Marketing Matters
With a material volume of CDs maturing at the turn of the year bank marketers must be ready to react to customer-level flight risks. Individual offers and treatments must be considered a core element of retention strategies.
According to Curinos research as much as 7% of the industry’s retail deposits are in CDs that are due to mature in the fourth quarter of this year and first quarter of next, putting banks and their marketers on high alert. Further complicating matters is the fact that the vast majority of these are first in cycle maturities with unknown renewal behavior. Nobody knows for sure when interest rates will stabilize – although we may begin to see rates moderate late in the year. In that context, being long in CDs will further compress margins in an already tight market.
Marketing will be key to retaining deposits, but broad-based efforts will be counterproductive: Banks that rely on repricing their entire book of existing deposits and broad-based or mass retention campaigns encounter low retention rates at significant production costs. Instead, sending tailored renewal offers based on the propensity to auto-renew and price sensitivity is likely the most cost-effective, risk-intelligent means of retaining CD deposits.
As we move into a more actively changing rate environment and CDs come to term holders are likely to be attracted by headline rates and regular changes in their financial profile.
Price elasticity and propensity to renew are critical factors in identifying risks, and some topline direction can be established. Overall, more depositors are getting used to the idea of shopping around: Elasticity and opportunity can be realized in basic profile groupings, for instance research has found that 75% of millennials find it very important to shop around for the best interest rates compared to 46% of baby boomers, and while less than 10% of Gen X and Millennial households hold CDs, the latter group has been identified as the target for increased deposit, loan and transaction business potential. However, these pictures are changing and fragmenting: Long-term low rates made shopping around an activity only for those most rate sensitive, but the curve is expected to change and increased levels of rate sensitivity is expected across the market.
For Glenn Pingul, Vice President of AI Marketing & Personalization at Amplero bank marketers need to look at risk management like other departments across the organization, by being able to identify pockets of risk at any given time and executing on the best possible reaction. That’s far from a batch and blast approach.
“To manage deposit retention – particularly in a volatile environment – you need to engage with customers, individually, based on their profile or propensity to stay or leave as term comes up and personalize communications based on likelihood of leaving,” he says. “You can target rates and be very surgical about who the customers are that are risk of flight versus who isn’t and then take appropriate action.”
The traditional response to interest-bearing product expiration concerns is posting a rate on the door of the branch, but it’s a strategy that banks have come to realize is entirely uneconomical: by the time the institution has overhauled the entire rate offering and repriced the existing customer base it has left value on the table. Indeed Curinos research suggests a marginal increase in marketing spend and reduction in traditionally high interest expense can yield profitability. And cost is a major factor here, with just 1.7% of consumer marketing spend allocated to CDs in 2022, according to Marketing Analyzer data.
Target with precision
With boundaries applied Amplero Personalization Optimizer users can establish a predefined outcome to optimize against, be that CD renewal or upsell – with the ultimate goal of increased CLV. Producing a picture of each customer based on characteristics including profile data, product portfolio, behavioral data, propensity modelling and liquid deposit scores Amplero will pull together the best combination of characteristics then test and iteratively learn the right treatments from the marketer’s messaging library.
The challenge for marketers is to identify the expected behaviors of customers holding CDs closing in on expiration and engage with them with them appropriately to produce the best possible outcome – that is renewal. By identifying rate-seeking and flight risk CD customers banks can minimize the need to reprice rates across the board, instead selling strategically.
High value deposits have become all the more difficult to come by, and those sitting in interest-bearing accounts are a particularly unique commodity. Marketing resources must be deployed effectively and with precision.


• **TASK INSTRUCTIONS**
Your task is to give the records again exactly. Leave each picture out.

Excerpts from a figure dataset
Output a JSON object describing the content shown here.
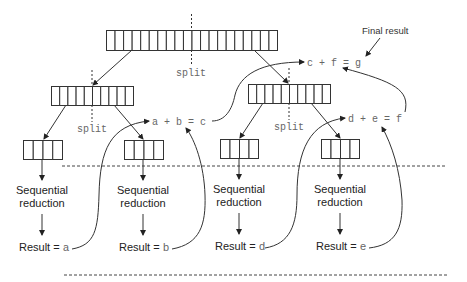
{
  "diagram": {
    "title_annotation": "Final result",
    "split_label": "split",
    "top_array": {
      "cells": 20
    },
    "mid_arrays": [
      {
        "cells": 10
      },
      {
        "cells": 10
      }
    ],
    "leaf_arrays": [
      {
        "cells": 4
      },
      {
        "cells": 4
      },
      {
        "cells": 4
      },
      {
        "cells": 4
      }
    ],
    "step_label_line1": "Sequential",
    "step_label_line2": "reduction",
    "result_prefix": "Result = ",
    "leaves": [
      {
        "result_var": "a"
      },
      {
        "result_var": "b"
      },
      {
        "result_var": "d"
      },
      {
        "result_var": "e"
      }
    ],
    "combine_equations": [
      "a + b = c",
      "d + e = f",
      "c + f = g"
    ]
  }
}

• **TASK RESPONSE**
Output a JSON object describing the content shown here.
{
  "diagram": {
    "title_annotation": "Final result",
    "split_label": "split",
    "top_array": {
      "cells": 20
    },
    "mid_arrays": [
      {
        "cells": 10
      },
      {
        "cells": 10
      }
    ],
    "leaf_arrays": [
      {
        "cells": 4
      },
      {
        "cells": 4
      },
      {
        "cells": 4
      },
      {
        "cells": 4
      }
    ],
    "step_label_line1": "Sequential",
    "step_label_line2": "reduction",
    "result_prefix": "Result = ",
    "leaves": [
      {
        "result_var": "a"
      },
      {
        "result_var": "b"
      },
      {
        "result_var": "d"
      },
      {
        "result_var": "e"
      }
    ],
    "combine_equations": [
      "a + b = c",
      "d + e = f",
      "c + f = g"
    ]
  }
}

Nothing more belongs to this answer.